In GNSS and RTK systems, multiple timing metrics are used to describe receiver behavior during startup, reset, or recovery from signal interruptions. Among these, Time To First Fix (TTFF) and Time To First Ambiguity Fix (TTFAF) are the most common. Although they sound similar, they describe fundamentally different phases of the positioning process and should not be used interchangeably.
This article explains what each metric represents, how TTFAF is measured, and why clear terminology is essential when discussing high‑precision GNSS performance.
Time To First Fix (TTFF)
Time To First Fix (TTFF) describes how long a GNSS receiver takes to produce its first valid position solution after being powered on or reset. This includes satellite signal acquisition, decoding of navigation data such as time and ephemeris, and computation of a position, velocity, and time (PVT) solution. TTFF is therefore a general startup metric that reflects how quickly a receiver can provide an initial position from a user’s perspective. Importantly, TTFF does not imply any particular level of accuracy. A receiver may report a fix very quickly, but that fix may only be accurate to the meter level.

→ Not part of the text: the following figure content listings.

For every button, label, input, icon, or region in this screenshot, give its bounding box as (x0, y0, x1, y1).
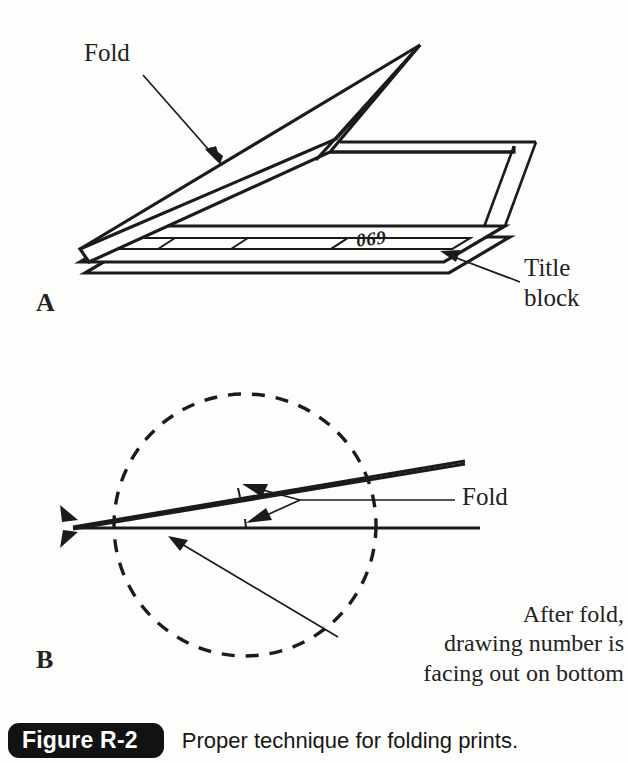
panel-label-a: A (36, 288, 55, 319)
drawing-number-text: 069 (355, 226, 387, 251)
after-fold-note: After fold, drawing number is facing out… (328, 600, 624, 688)
note-arrowhead-b (168, 536, 188, 551)
figure-caption-bar: Figure R-2 Proper technique for folding … (0, 718, 628, 763)
fold-leader-line-a (143, 75, 216, 158)
fold-arrowhead-b-lower (246, 508, 272, 523)
apex-arrowhead-lower (60, 530, 78, 548)
fold-tick-upper (238, 488, 240, 497)
figure-caption-text: Proper technique for folding prints. (182, 728, 518, 754)
title-block-label: Title block (524, 253, 580, 312)
note-leader-line-b (175, 540, 338, 637)
figure-page: Fold Title block 069 A Fold After fold, … (0, 0, 628, 763)
panel-b-fold-label: Fold (462, 482, 508, 512)
apex-arrowhead-upper (60, 505, 78, 522)
figure-number-badge: Figure R-2 (8, 723, 164, 759)
folded-flap-edge-lower (80, 45, 420, 249)
panel-label-b: B (36, 645, 53, 676)
sheet-back-edge-left-return (330, 146, 514, 152)
panel-a-drawing (80, 45, 536, 282)
drawing-number-cell (331, 238, 470, 249)
panel-a-fold-label: Fold (84, 38, 130, 68)
fold-tick-lower (245, 519, 246, 528)
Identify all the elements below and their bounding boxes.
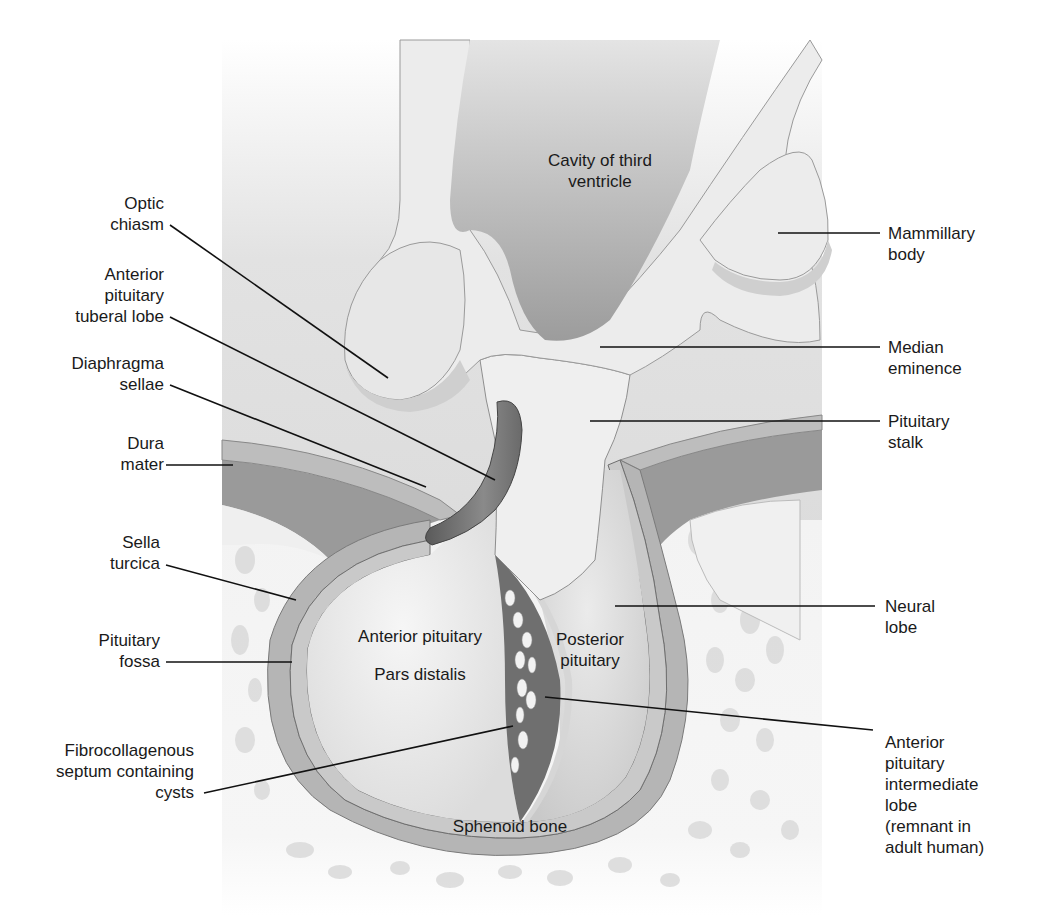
label-diaphragma-sellae: Diaphragma sellae bbox=[71, 353, 164, 395]
label-posterior-pituitary: Posterior pituitary bbox=[530, 629, 650, 671]
label-optic-chiasm: Optic chiasm bbox=[110, 193, 164, 235]
label-median-eminence: Median eminence bbox=[888, 337, 962, 379]
label-cavity-third-ventricle: Cavity of third ventricle bbox=[500, 150, 700, 192]
pituitary-diagram: Optic chiasm Anterior pituitary tuberal … bbox=[0, 0, 1040, 915]
label-anterior-pituitary: Anterior pituitary bbox=[320, 626, 520, 647]
label-pars-distalis: Pars distalis bbox=[320, 664, 520, 685]
label-sella-turcica: Sella turcica bbox=[110, 532, 160, 574]
label-mammillary-body: Mammillary body bbox=[888, 223, 975, 265]
label-sphenoid-bone: Sphenoid bone bbox=[410, 816, 610, 837]
label-pituitary-stalk: Pituitary stalk bbox=[888, 411, 949, 453]
label-pituitary-fossa: Pituitary fossa bbox=[99, 630, 160, 672]
label-fibrocollagenous-septum: Fibrocollagenous septum containing cysts bbox=[56, 740, 194, 803]
label-neural-lobe: Neural lobe bbox=[885, 596, 935, 638]
label-anterior-pituitary-tuberal-lobe: Anterior pituitary tuberal lobe bbox=[75, 264, 164, 327]
label-anterior-pituitary-intermediate-lobe: Anterior pituitary intermediate lobe (re… bbox=[885, 732, 984, 858]
label-dura-mater: Dura mater bbox=[121, 433, 164, 475]
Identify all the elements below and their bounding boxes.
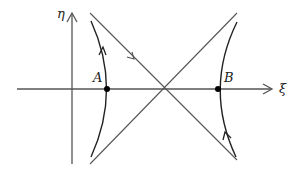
xi-axis-label: ξ [279,81,287,96]
eta-axis-label: η [57,6,65,21]
point-a [104,86,110,92]
point-b [215,86,221,92]
phase-diagram: ξ η A B [0,0,302,173]
point-b-label: B [223,70,234,85]
point-a-label: A [92,70,102,85]
xi-axis [17,84,272,94]
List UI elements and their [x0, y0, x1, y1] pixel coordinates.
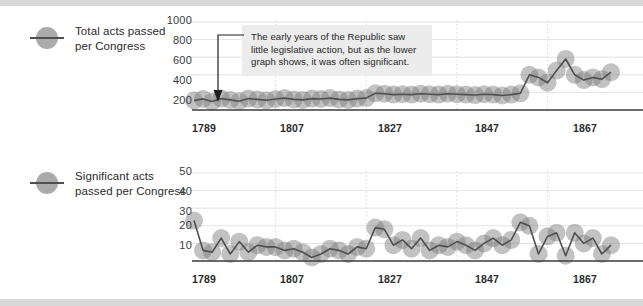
x-tick-1867: 1867 [573, 273, 597, 285]
x-tick-1789: 1789 [192, 273, 216, 285]
circle-with-line-icon [30, 25, 64, 51]
legend-significant-acts: Significant acts passed per Congress [30, 169, 186, 198]
y-tick-1000: 1000 [166, 14, 192, 26]
y-tick-10: 10 [166, 239, 192, 251]
y-tick-40: 40 [166, 185, 192, 197]
x-tick-1827: 1827 [378, 273, 402, 285]
y-tick-50: 50 [166, 165, 192, 177]
line-chart-significant-acts [194, 171, 643, 267]
y-tick-200: 200 [166, 94, 192, 106]
y-tick-400: 400 [166, 74, 192, 86]
x-tick-1807: 1807 [280, 273, 304, 285]
elbow-arrow-down-icon [206, 30, 246, 106]
circle-with-line-icon [30, 170, 64, 196]
legend-total-acts: Total acts passed per Congress [30, 24, 166, 53]
plot-area-significant-acts: 50 40 30 20 10 1789 1807 1827 1847 1867 [194, 171, 643, 267]
x-tick-1827: 1827 [378, 122, 402, 134]
y-tick-20: 20 [166, 219, 192, 231]
legend-label-total-acts: Total acts passed per Congress [75, 24, 166, 53]
chart-card: Total acts passed per Congress 1000 800 … [0, 6, 643, 299]
y-tick-800: 800 [166, 34, 192, 46]
x-tick-1847: 1847 [475, 273, 499, 285]
annotation-callout: The early years of the Republic saw litt… [242, 25, 432, 76]
y-tick-600: 600 [166, 54, 192, 66]
x-tick-1867: 1867 [573, 122, 597, 134]
y-tick-30: 30 [166, 205, 192, 217]
x-tick-1789: 1789 [192, 122, 216, 134]
x-tick-1847: 1847 [475, 122, 499, 134]
annotation-text: The early years of the Republic saw litt… [251, 31, 423, 69]
x-tick-1807: 1807 [280, 122, 304, 134]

Time To First Ambiguity Fix (TTFAF)
Time To First Ambiguity Fix (TTFAF) measures something fundamentally different. TTFAF describes the time required for a receiver’s carrier‑phase ambiguity resolution algorithm to converge and resolve integer ambiguities, resulting in an RTK fixed solution. Unlike TTFF, TTFAF is not a startup metric. It applies once the receiver is already initialized, tracking satellites, and receiving correction data, and it ends when the first RTK fixed solution is achieved. Because ambiguity resolution is a discrete algorithmic event, TTFAF is a precise and repeatable measure of high‑precision GNSS performance.
How TTFAF Is Measured
To ensure that TTFAF reflects only ambiguity resolution behavior, it is typically measured using repeated hot starts. In a hot start, position, time, and ephemeris information are preserved, which excludes satellite acquisition and navigation message decoding from the measurement. This isolates the ambiguity resolution process as the only variable. By performing many hot starts, a statistically meaningful dataset can be collected, allowing TTFAF to be evaluated not only in terms of average performance but also in terms of reliability and repeatability. For this reason, TTFAF is commonly reported using percentile metrics such as p50, p90, or p95 rather than a single value.
Summary
TTFF and TTFAF serve different purposes and must be interpreted accordingly. TTFF describes how quickly a receiver delivers its first navigation solution, while TTFAF describes how quickly carrier‑phase ambiguities are resolved and a fixed RTK solution is achieved.